Uncle Dale must have gotten some ice cream stuck in his throat, because he started coughing. Then he took a sip of water and said, "Well I think, uh…I remember your dad saying you were premature."
"I was 8 pounds 6 ounces when I was born. That's what my baby card says."
"Well thank God you got out when you did, then, or you would have been enormous. Do you have enough ice cream? Did you get enough to eat there?"
Julie looked at her cup. She was feeling a little full, but the ice cream was so good. She took another bite. She was just starting to think about those seven months again when her uncle asked, "So you want to be in the F.B.I.?"
"Yeah. Because I could never work for the D.E.A."
"Why's that?"
"I think drugs should be legalized."
She expected Uncle Dale to say that was foolish and just dismiss her, but instead he asked, "Why's that?"

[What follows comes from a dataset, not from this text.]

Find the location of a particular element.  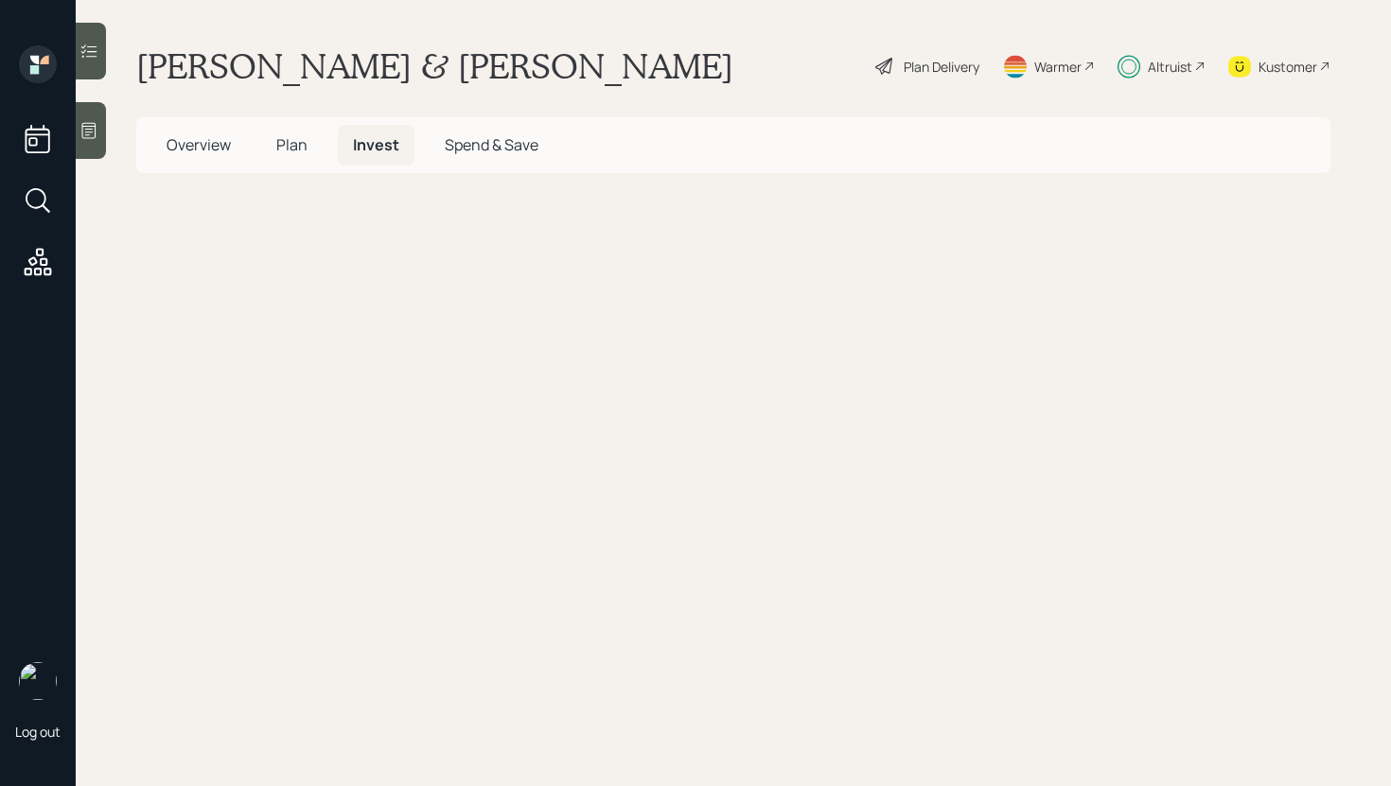

div: Log out is located at coordinates (38, 731).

"Five reasons." She was planning to try out for the middle school debate team, and this had been one of the suggested pro/con topics. She'd researched it in the school library. "One, more tax revenue. Two, reduced organized crime. Three, lower enforcement costs. Four, people shouldn't go to jail for victimless crimes. Five, government abuses in the so-called War on Drugs. We have been fighting this war for nearly thirty years," she announced in her best debate voice. "And we haven't won. It's time to throw in the white flag."

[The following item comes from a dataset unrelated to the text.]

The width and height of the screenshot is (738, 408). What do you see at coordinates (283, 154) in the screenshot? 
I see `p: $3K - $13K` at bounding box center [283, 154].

"Well…" Uncle Dale pushed his half empty ice cream cup forward, "just don't throw it in quite yet. I've got less than five years until full retirement."
"You can retire before you're even 50? I thought people retired when they were like…70."
"I can retire with 25 years of service, and I started right out of college. I'll do something else after."
"But you agree with my points?" Julie had expected him to be more defensive.
"You have some good points. We could maybe legalize and regulate some of the softer drugs, but there's always a flip side."
"What? Tell me. I have to be ready when I debate this."
"They're discussing this in middle-school? In Texas? Really?"
Julie shrugged. "For debate."
"Well, legalization would lower the cost and risk of taking drugs and so likely increase consumption. And drugs really do ruin lives. I've seen it. And if manufacturing drugs becomes a legal way to make good profits, businesses might switch from investing in more useful production – like food – to investing in drug production instead. Also, Jules, these drug laws give us a lot of leverage to keep really bad guys behind bars. "
"Are you saying no one is in jail just for smoking pot?"
"I'm saying if I'm going to get a federal prosecutor to bother to touch one of my cases, it has to be a lot bigger than some recreational marijuana use. And the DEA hired me even though I did a little pot back in high school. So did your – " He stopped speaking suddenly and concluded, "your average teenage idiot like me."
"Are you saying my dad smoked pot in high school?"
"I never said that. I did not say that. I wasn't around when he was in high school. How could I even know? Do you need more water?" Uncle Dale stood up and looked at her water cup, which was three-fourths full. "I should top this off for you."